This Wednesday I’m giving a “pub lecture”: the lecture is both public and in a pub. Drop by if you’re interested!
Location: “proeflokaal Faas (Zwaanshals 248, Rotterdam)” (google maps)
Attendance is free; no reservation required.
Time: 20.00
It is a common thought that classical, Newtonian physics presents us with an intuitive, easy-to-understand picture of what reality is really like, which follows unproblematically from the mathematical equations: point-like particles flying around in a rigid 3d container. If we know the container’s precise state at some point in time, Newton’s laws of motion and his universal gravitation tell us exactly where the particles will be at any other point in time. This intuitiveness and easy understanding come to an abrupt end early in the 20th century. Einstein’s relativity maims Newton’s neat concepts of space and time and we’re no longer sure which clocks are synchronous and which rulers are straight. Physics has become abstract and unintuitive so that it is now unintelligible for anyone untrained in higher mathematics.
In my lecture (based on my [Dutch] book) I argue that this is misrepresents the situation. I will show that the problems and concepts that make Einstein’s relativity so difficult to understand (the nature of space and time, locality and determinism, to name but a few) are also problems and concepts that underlie Newtonian physics: they must be faced by anyone who wishes to get from physics’ experimental outcomes to a view of reality.
On the bright side, the fact that the same philosophical issues play a role in both classical and modern physics means that once we really get to grips with the foundational issues underlying classical physics, we automatically gain a much better understanding of modern physics – physics without philosophy is blind.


# Exercise brief
In the records below, find the line containing "Return the region for 'person'." and return it together with every later line, exactly as written; pictures are to be omitted.

# Excerpted records

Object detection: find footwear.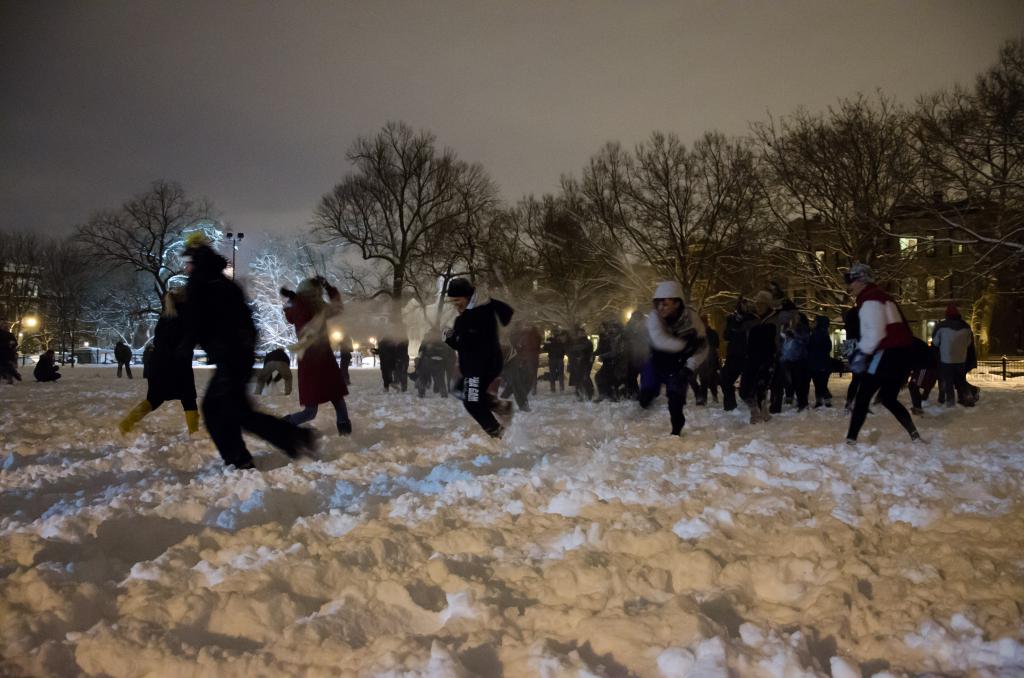
128:377:138:381.
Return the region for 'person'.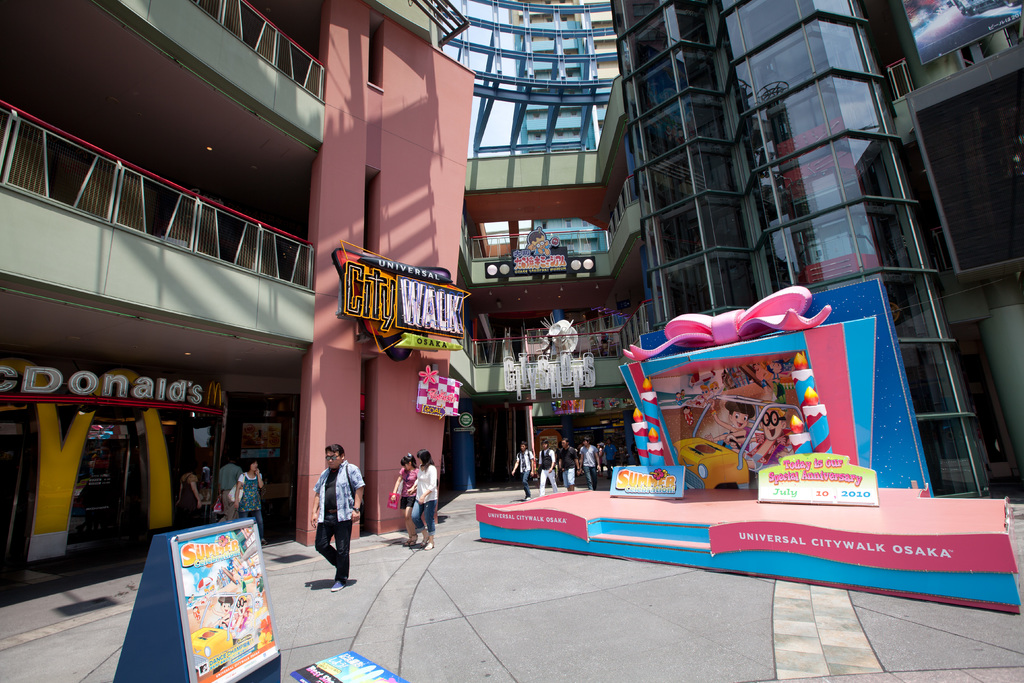
[x1=579, y1=435, x2=598, y2=490].
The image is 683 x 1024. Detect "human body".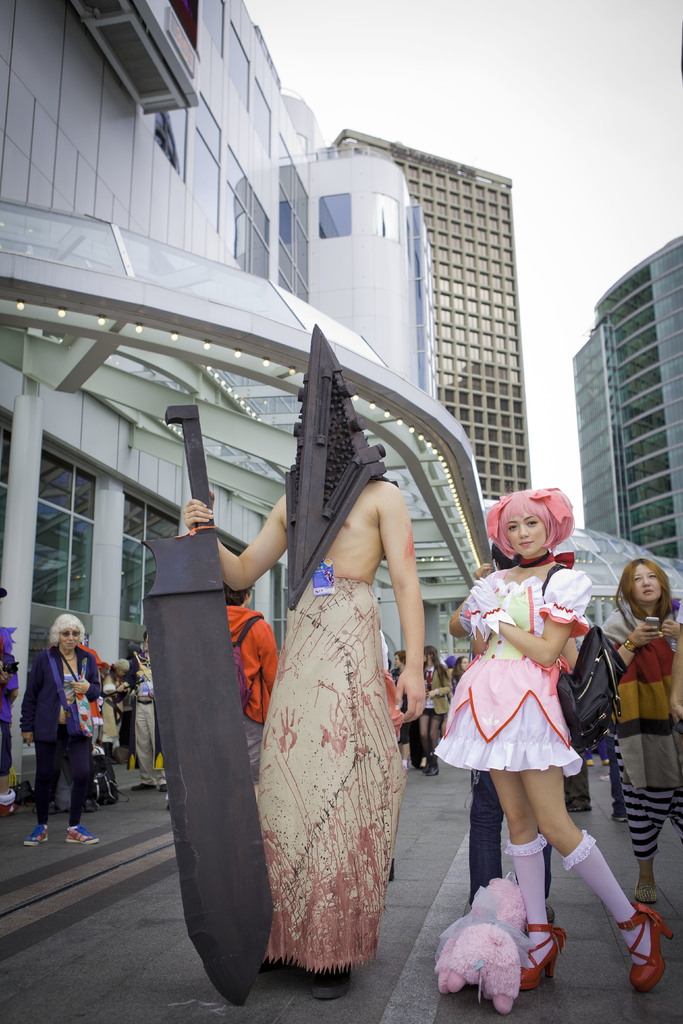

# Output for this task
Return the region for 'person'.
[x1=579, y1=435, x2=598, y2=490].
The image is 683 x 1024. Detect "human body".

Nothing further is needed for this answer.